How Long Does It Take to Sell a Small Business?
Most small business sales take between 6 and 12 months from the time you begin preparing to the day you close. That range is wide because the timeline depends heavily on how prepared you are before you ever approach a buyer.
Businesses that walk into the process with clean financials, organized documentation, and a realistic valuation expectation move faster and close more reliably. Businesses that start the process underprepared spend months firefighting — or watch deals collapse after a letter of intent is signed.
What Drives the Timeline
Phase 1: Preparation (1–3 months)
Before you can sell, you need to get your house in order. This means pulling together 3 years of financial statements and tax returns, cleaning up your books, resolving any outstanding legal or tax issues, documenting your operational processes, and identifying key contracts, leases, and employee agreements.
Owners who skip this phase or rush it pay for it later — either in a lower valuation, a renegotiated deal, or a collapsed transaction during due diligence.
Phase 2: Finding a Buyer (2–6 months)
If you're using a broker, they'll package your business and begin marketing it to qualified buyers. If you're selling privately, you'll be doing outreach yourself. Either way, finding the right buyer — not just any buyer — takes time. Expect multiple conversations, several NDAs, and a handful of serious inquiries before one moves to an offer.
Phase 3: Letter of Intent and Negotiation (2–4 weeks)
Once a buyer is serious, they'll submit a letter of intent (LOI). This is a non-binding document that outlines the key terms of the deal — price, structure, exclusivity period, and timeline. Negotiating the LOI typically takes 2–4 weeks. This phase matters more than most sellers realize. The terms you agree to in the LOI shape almost everything that follows.
Phase 4: Due Diligence (30–90 days)
After the LOI is signed, the buyer will conduct formal due diligence — a deep review of your financial records, legal documents, customer contracts, operations, and more. For prepared sellers, this phase moves in 30–45 days. For unprepared sellers, it can stretch to 90 days or longer — and that's when deals fall apart.
Phase 5: Final Contracts and Closing (2–4 weeks)
Once due diligence is complete, attorneys draft the purchase agreement and any related documents — asset purchase agreement, employment agreements, non-compete, transition services agreement. Closing typically follows within 2–4 weeks of the final contract being executed.
What Makes Sales Take Longer
The most common reasons a business sale drags out or fails: messy financials that take months to untangle, unrealistic valuation expectations that delay finding a buyer, surprises discovered during due diligence that require renegotiation, and legal or tax issues that weren't addressed before the process started.
The most effective thing you can do to shorten your timeline is to prepare before you need to. Sellers who treat preparation as a year-long process — not a last-minute scramble — close faster, at better prices, with fewer surprises.
Frequently Asked Questions
Q: How long does it take to sell a small business?
Most small business sales take 6–12 months from preparation to closing. Businesses that are well-prepared for due diligence move faster and encounter fewer surprises.
Q: What is the fastest a business sale can close?
A well-prepared business with a motivated buyer can close in as little as 3–4 months. This requires clean financials, organized documentation, and a buyer who moves decisively. In practice, very few deals close this quickly.
Q: What slows down a business sale the most?
The three biggest delays are messy or incomplete financial records, unrealistic price expectations that make it hard to find a buyer, and surprises that surface during due diligence and force renegotiation.
Q: Does using a broker speed up the sale?
A good broker can accelerate the process by accessing a wider buyer pool and managing the transaction professionally. But a broker cannot compensate for an unprepared business — preparation still determines how fast and smoothly the deal moves.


The reply should be one number: how many lines of the data below contain "labels".
[Opening Extracted information section]
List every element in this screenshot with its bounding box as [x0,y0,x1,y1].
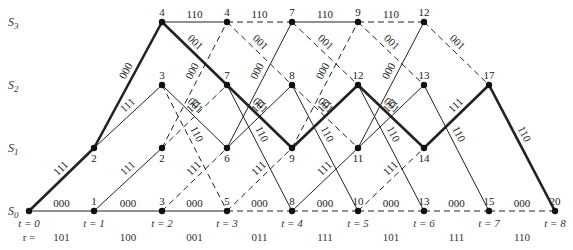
received-symbol: 110 [514,231,531,243]
edge-label: 001 [316,32,336,52]
edge-label: 111 [184,158,204,178]
edge-label: 110 [251,8,268,20]
path-metric-label: 3 [159,195,165,207]
trellis-node [355,208,361,214]
trellis-node [355,145,361,151]
trellis-node [421,19,427,25]
trellis-nodes: 12323456748987101112913141312151720 [26,6,561,214]
time-label-t2: t = 2 [151,217,173,229]
trellis-node [421,145,427,151]
edge-label: 110 [186,8,203,20]
trellis-node [289,208,295,214]
path-metric-label: 13 [419,195,431,207]
edge-label: 001 [447,32,467,52]
path-metric-label: 9 [289,152,295,164]
edge-t1-s1-s2 [94,85,162,148]
trellis-node [486,208,492,214]
edge-label: 111 [249,158,269,178]
trellis-diagram: S0S1S2S3 0001110001111110000001111110001… [0,0,573,250]
path-metric-label: 8 [289,195,295,207]
trellis-node [289,19,295,25]
received-symbol: 101 [383,231,400,243]
trellis-node [224,145,230,151]
path-metric-label: 2 [159,152,165,164]
path-metric-label: 10 [353,195,365,207]
path-metric-label: 7 [289,6,295,18]
path-metric-label: 1 [91,195,97,207]
edge-label: 000 [313,60,332,81]
trellis-node [355,19,361,25]
edge-label: 000 [317,197,334,209]
path-metric-label: 20 [550,195,562,207]
edge-label: 110 [317,8,334,20]
trellis-node [355,82,361,88]
edge-label: 111 [314,158,334,178]
edge-t7-s2-s0 [489,85,555,211]
time-label-t3: t = 3 [216,217,238,229]
path-metric-label: 3 [159,69,165,81]
edge-label: 001 [382,32,402,52]
edge-label: 001 [250,32,270,52]
received-symbol: 111 [449,231,465,243]
state-labels: S0S1S2S3 [8,15,19,220]
path-metric-label: 12 [353,69,364,81]
received-symbol: 011 [251,231,267,243]
path-metric-label: 8 [289,69,295,81]
time-label-t6: t = 6 [413,217,435,229]
edge-label: 000 [53,197,70,209]
time-label-t5: t = 5 [347,217,369,229]
edge-label: 000 [383,197,400,209]
edge-label: 110 [383,8,400,20]
edge-label: 000 [448,197,465,209]
path-metric-label: 7 [224,69,230,81]
path-metric-label: 4 [224,6,230,18]
time-axis: t = 0t = 1t = 2t = 3t = 4t = 5t = 6t = 7… [18,217,566,229]
trellis-node [26,208,32,214]
time-label-t0: t = 0 [18,217,40,229]
trellis-node [421,82,427,88]
path-metric-label: 13 [419,69,431,81]
path-metric-label: 4 [159,6,165,18]
path-metric-label: 15 [484,195,496,207]
trellis-node [224,208,230,214]
path-metric-label: 14 [419,152,431,164]
r-prefix-label: r = [23,231,36,243]
trellis-edges [29,22,555,211]
path-metric-label: 9 [355,6,361,18]
time-label-t4: t = 4 [281,217,303,229]
time-label-t1: t = 1 [83,217,104,229]
received-sequence-row: r = 101100001011111101111110 [23,231,531,243]
trellis-node [159,19,165,25]
edge-label: 000 [120,197,137,209]
state-label-s3: S3 [8,15,19,31]
state-label-s1: S1 [8,141,19,157]
state-label-s2: S2 [8,78,19,94]
received-symbol: 111 [317,231,333,243]
edge-t1-s1-s3 [94,22,162,148]
edge-label: 000 [514,197,531,209]
trellis-node [552,208,558,214]
trellis-node [486,82,492,88]
trellis-node [224,82,230,88]
trellis-node [91,145,97,151]
path-metric-label: 17 [484,69,496,81]
trellis-node [421,208,427,214]
time-label-t8: t = 8 [544,217,566,229]
trellis-node [159,145,165,151]
edge-label: 111 [380,158,400,178]
time-label-t7: t = 7 [478,217,500,229]
received-symbol: 100 [120,231,137,243]
trellis-node [159,208,165,214]
edge-label: 000 [251,197,268,209]
trellis-node [91,208,97,214]
path-metric-label: 12 [419,6,430,18]
path-metric-label: 5 [224,195,230,207]
received-symbol: 101 [53,231,70,243]
edge-label: 000 [183,60,201,81]
path-metric-label: 11 [353,152,364,164]
edge-labels: 0001110001111110000001111110001100010011… [51,8,534,209]
trellis-node [289,82,295,88]
path-metric-label: 6 [224,152,230,164]
received-symbol: 001 [186,231,203,243]
trellis-node [289,145,295,151]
[Closing Extracted information section]
Response to this task:
2